Trump, who has threatened to impose tariffs on European autos and auto parts, said it was his tough stance that brought the European leader to the bargaining table. (Reuters)
The year since Donald Trump’s election has revealed a president thirsty for acclaim, consumed by grievance and —for better or worse —realising his promise to shatter the norms of office.
Former first lady Michelle Obama likely got it right: “The presidency doesn’t change who you are, it reveals who you are.”
Under the ferocious spotlight of the world’s highest elected office, with its relentless scrutiny and complex challenges, Trump has revealed much about himself and appeared to change not one jot in the 12 months since November 8, 2016.
The man who claimed he “can be more presidential” than all of his predecessors (except Abraham Lincoln), has not embarked on a much-promised “pivot” or holstered his Twitter account.
Each morning, his cabinet ministers scramble to respond to the latest 140 character missive. Foreign allies and adversaries have looked on wondering whether to take him seriously, literally, both or neither.
The man himself has rarely looked at ease with his new station, which he admits he thought “would be easier.”
For supporters, the 71-year-old businessman is making good on his promise to take a sledgehammer to politics-as-usual and put “America first.”
He’s tackling “overreaching media, overreaching unelected bureaucrats,” said Eric Beach, a Republican political strategist who champions Trump.
“The truth is he was a better prognosticator than everybody else on understanding what Americans feel and how they feel.”
But among the electorate as a whole his approval rating, at 33 percent according to the latest Gallup survey, is lower than any other modern president.
All about that base
While Trump can boast of presiding over a robust economy, the past year has been short on legislative victories — be it on health care or immigration — and long on scandals that would rack almost any other administration.
His campaign is under federal investigation for collusion with Russia, a probe that has chewed away at the heart of his administration.
So many staff have left, that around the West Wing, the last day of the working week became known as “firing Friday.”
“Big announcements” are frequently promised in “weeks,” but seldom come.
Trump made a pregnant military widow cry during a condolence call and has flirted with the racist far right in a way that had been taboo in American politics.
In consistently bashing the media or attacking veteran Republicans, the president has burnished his outsider credentials and has masked some of the chaos and inertia inside the White House.
Some 80% of Republicans believe he is doing a good job.
Beyond the base, though, opposition is so intense that his travel has largely been restricted to deeply Republican states, military bases or his own golf courses.
A trip to the United Kingdom has been put on ice indefinitely, while other allies — worried Trump may rock the boat — rule out visits as “too dangerous.”
Perhaps no president has been more restricted since Lyndon Johnson weathered Vietnam protests from inside the finest public housing in America.
Inside the White House residence, Trump has seethed, his rage fueled by binge watching right wing channel Fox News and anger-reading critical media coverage.
He exudes a near-Shakespearean craving for adulation, apparently not slaked by winning the votes of 63 million people.
His inauguration, the White House insisted against all evidence, was the most watched of all time. At the first cabinet meeting, ministers took it in turns to praise Trump.
“I went to an Ivy League college. I was a nice student. I did very well. I’m a very intelligent person,” the president recently remarked, noting he has “one of the great memories of all time.”
What we stand for
Around the White House there is little outward sign of the monumental changes that have taken place within the walls in the last year.
Two three-foot-tall gold eagles now stand in the Roosevelt Room. A painting of controversial president Andrew Jackson hangs in the Oval Office. Flats and pastels are out and stilettos and power ties are in.
But the tone has been set from the top, by a president constantly on the offensive against an ever-changing gallery of opponents, from Republican leaders to federal judges, intelligence agencies, a Puerto Rican mayor, the “fake news” media, NFL players protesting racial discrimination, and the comedy show “Saturday Night Live.”
The year-long frenzy of braggadocio, hyperbole and demands for recognition has fueled questions about Trump’s fitness for office.
And critics worry that institutions are being eroded, thinning the norms that glue America together.
Former Republican president George W. Bush took the radical step of criticising a Trump-era politics that seemed “vulnerable to conspiracy theories and outright fabrication” and a political “discourse degraded by casual cruelty.”
Prominent Republican Senators have denounced Trump’s “flagrant disregard” for truth and decency and accused him of “debasing” the nation.
In the words of Republican Senator Marco Rubio, Trump has pushed almost every institution in American life — the media, Democrats, Republicans, Congress, the military, academia, even the NFL — into an internal debate about what they stand for.
For that alone Trump may be one of the most consequential presidents in modern times.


## Your objective
Copy out each line of the material that includes the word "ligament".

## Dataset
##############################
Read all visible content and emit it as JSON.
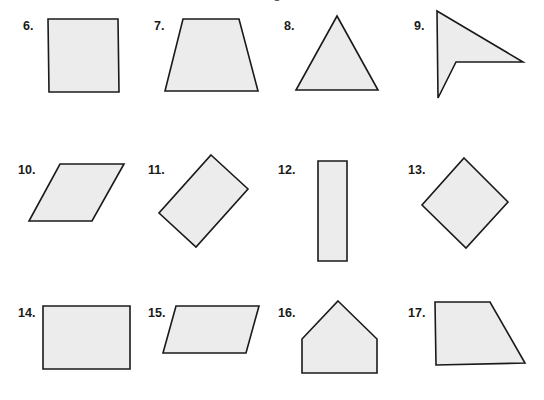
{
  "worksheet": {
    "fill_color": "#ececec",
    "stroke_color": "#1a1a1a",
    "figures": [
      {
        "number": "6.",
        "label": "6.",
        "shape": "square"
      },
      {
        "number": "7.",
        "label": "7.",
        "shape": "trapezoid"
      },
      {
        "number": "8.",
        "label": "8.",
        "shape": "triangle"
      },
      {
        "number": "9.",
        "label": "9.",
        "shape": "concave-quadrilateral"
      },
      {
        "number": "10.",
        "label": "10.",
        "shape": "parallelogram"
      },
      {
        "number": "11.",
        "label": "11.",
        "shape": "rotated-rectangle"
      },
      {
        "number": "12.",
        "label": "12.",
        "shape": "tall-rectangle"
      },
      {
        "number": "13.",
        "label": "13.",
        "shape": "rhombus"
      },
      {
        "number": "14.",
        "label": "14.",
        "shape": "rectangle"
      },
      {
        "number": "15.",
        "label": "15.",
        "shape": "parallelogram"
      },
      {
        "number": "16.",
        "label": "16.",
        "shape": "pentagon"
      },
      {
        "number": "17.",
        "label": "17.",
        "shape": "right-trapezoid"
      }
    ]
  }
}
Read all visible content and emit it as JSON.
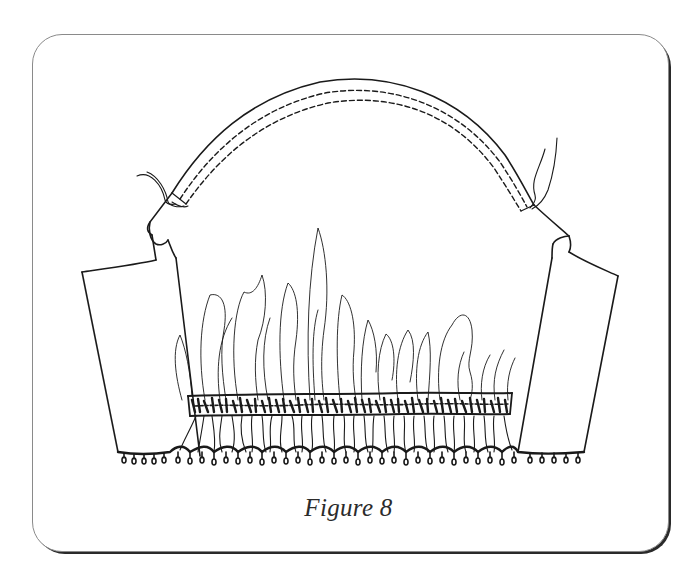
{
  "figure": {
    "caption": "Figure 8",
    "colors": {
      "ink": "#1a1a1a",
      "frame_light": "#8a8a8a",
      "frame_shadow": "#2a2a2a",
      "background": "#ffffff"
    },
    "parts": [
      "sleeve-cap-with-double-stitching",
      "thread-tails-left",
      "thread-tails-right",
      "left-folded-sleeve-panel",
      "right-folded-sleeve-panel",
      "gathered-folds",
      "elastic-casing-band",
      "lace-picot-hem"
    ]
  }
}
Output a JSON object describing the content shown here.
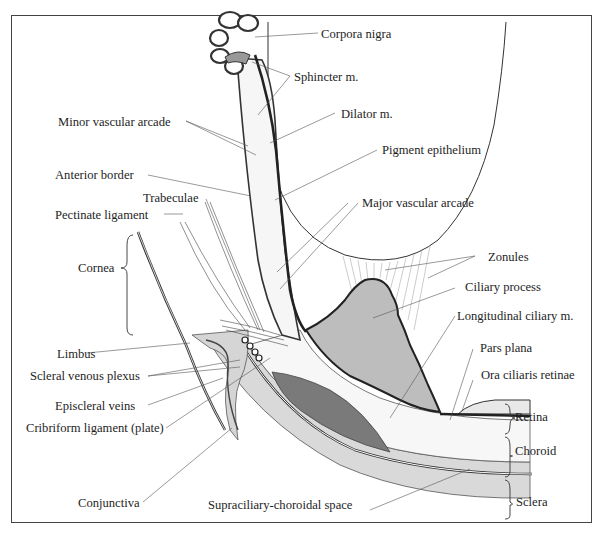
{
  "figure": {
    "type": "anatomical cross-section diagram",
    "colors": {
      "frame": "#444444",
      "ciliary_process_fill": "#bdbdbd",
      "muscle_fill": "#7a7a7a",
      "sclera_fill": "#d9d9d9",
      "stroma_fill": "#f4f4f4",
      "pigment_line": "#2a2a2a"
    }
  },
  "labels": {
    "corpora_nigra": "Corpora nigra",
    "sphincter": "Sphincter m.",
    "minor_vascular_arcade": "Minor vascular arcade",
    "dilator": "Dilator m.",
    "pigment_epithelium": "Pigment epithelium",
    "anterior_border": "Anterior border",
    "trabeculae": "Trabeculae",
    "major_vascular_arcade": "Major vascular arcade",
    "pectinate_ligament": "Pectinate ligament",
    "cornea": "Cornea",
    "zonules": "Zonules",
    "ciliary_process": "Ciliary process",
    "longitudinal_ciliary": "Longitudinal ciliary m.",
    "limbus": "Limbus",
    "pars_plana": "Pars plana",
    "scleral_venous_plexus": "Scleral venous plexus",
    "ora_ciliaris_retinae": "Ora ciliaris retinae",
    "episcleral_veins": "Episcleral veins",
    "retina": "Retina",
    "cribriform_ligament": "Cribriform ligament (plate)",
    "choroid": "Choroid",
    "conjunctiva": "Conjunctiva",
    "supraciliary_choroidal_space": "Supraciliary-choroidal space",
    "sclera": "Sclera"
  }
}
##############################
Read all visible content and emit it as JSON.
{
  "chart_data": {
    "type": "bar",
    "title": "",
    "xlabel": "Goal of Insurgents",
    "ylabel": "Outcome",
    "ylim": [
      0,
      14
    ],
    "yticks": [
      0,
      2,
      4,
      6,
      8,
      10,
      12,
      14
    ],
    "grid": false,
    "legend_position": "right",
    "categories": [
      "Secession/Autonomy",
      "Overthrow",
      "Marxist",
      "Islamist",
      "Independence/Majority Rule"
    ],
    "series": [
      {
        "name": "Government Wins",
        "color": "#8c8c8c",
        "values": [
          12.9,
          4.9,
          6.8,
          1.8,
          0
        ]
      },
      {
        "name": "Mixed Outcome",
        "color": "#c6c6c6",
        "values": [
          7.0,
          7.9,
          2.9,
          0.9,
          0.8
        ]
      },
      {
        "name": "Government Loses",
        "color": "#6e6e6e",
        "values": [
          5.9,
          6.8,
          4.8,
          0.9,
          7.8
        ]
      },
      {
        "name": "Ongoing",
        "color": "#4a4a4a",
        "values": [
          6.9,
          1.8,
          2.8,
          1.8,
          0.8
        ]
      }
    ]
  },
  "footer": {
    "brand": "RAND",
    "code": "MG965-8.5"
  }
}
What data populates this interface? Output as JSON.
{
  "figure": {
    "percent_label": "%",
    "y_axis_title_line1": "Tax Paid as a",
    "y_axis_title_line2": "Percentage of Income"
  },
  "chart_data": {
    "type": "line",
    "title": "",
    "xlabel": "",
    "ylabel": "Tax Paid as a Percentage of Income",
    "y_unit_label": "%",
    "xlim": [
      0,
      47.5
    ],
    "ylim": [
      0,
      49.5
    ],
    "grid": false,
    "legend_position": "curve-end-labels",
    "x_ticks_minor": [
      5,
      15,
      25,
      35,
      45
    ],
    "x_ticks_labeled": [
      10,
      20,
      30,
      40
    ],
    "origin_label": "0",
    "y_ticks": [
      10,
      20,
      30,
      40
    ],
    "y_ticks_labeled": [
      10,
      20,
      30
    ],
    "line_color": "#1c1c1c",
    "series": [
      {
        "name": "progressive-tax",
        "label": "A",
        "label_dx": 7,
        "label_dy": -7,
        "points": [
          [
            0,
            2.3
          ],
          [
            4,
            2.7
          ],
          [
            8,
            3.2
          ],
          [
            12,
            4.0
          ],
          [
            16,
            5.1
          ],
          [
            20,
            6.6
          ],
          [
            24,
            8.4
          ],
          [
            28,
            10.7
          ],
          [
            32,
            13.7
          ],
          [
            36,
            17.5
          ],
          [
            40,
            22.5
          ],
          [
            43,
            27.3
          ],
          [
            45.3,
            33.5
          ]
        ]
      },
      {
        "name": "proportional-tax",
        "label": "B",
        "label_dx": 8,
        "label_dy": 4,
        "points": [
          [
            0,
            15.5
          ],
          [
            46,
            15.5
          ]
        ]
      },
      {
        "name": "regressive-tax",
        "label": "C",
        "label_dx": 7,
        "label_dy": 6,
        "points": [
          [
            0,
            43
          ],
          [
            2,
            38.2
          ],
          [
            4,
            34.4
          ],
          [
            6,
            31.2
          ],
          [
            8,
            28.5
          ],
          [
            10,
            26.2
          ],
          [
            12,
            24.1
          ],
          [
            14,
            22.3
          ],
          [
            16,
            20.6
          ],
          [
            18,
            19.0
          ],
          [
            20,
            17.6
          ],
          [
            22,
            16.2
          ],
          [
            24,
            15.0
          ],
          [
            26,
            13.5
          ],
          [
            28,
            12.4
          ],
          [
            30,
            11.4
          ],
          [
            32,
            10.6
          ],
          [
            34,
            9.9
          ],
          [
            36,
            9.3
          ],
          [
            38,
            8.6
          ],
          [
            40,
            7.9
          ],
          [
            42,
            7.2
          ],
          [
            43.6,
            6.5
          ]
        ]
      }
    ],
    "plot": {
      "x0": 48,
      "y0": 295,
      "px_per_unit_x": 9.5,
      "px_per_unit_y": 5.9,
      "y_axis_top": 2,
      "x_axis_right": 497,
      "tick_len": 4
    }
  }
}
##############################
## Completed task
    "pectinate_ligament": "Pectinate ligament",
    "cribriform_ligament": "Cribriform ligament (plate)",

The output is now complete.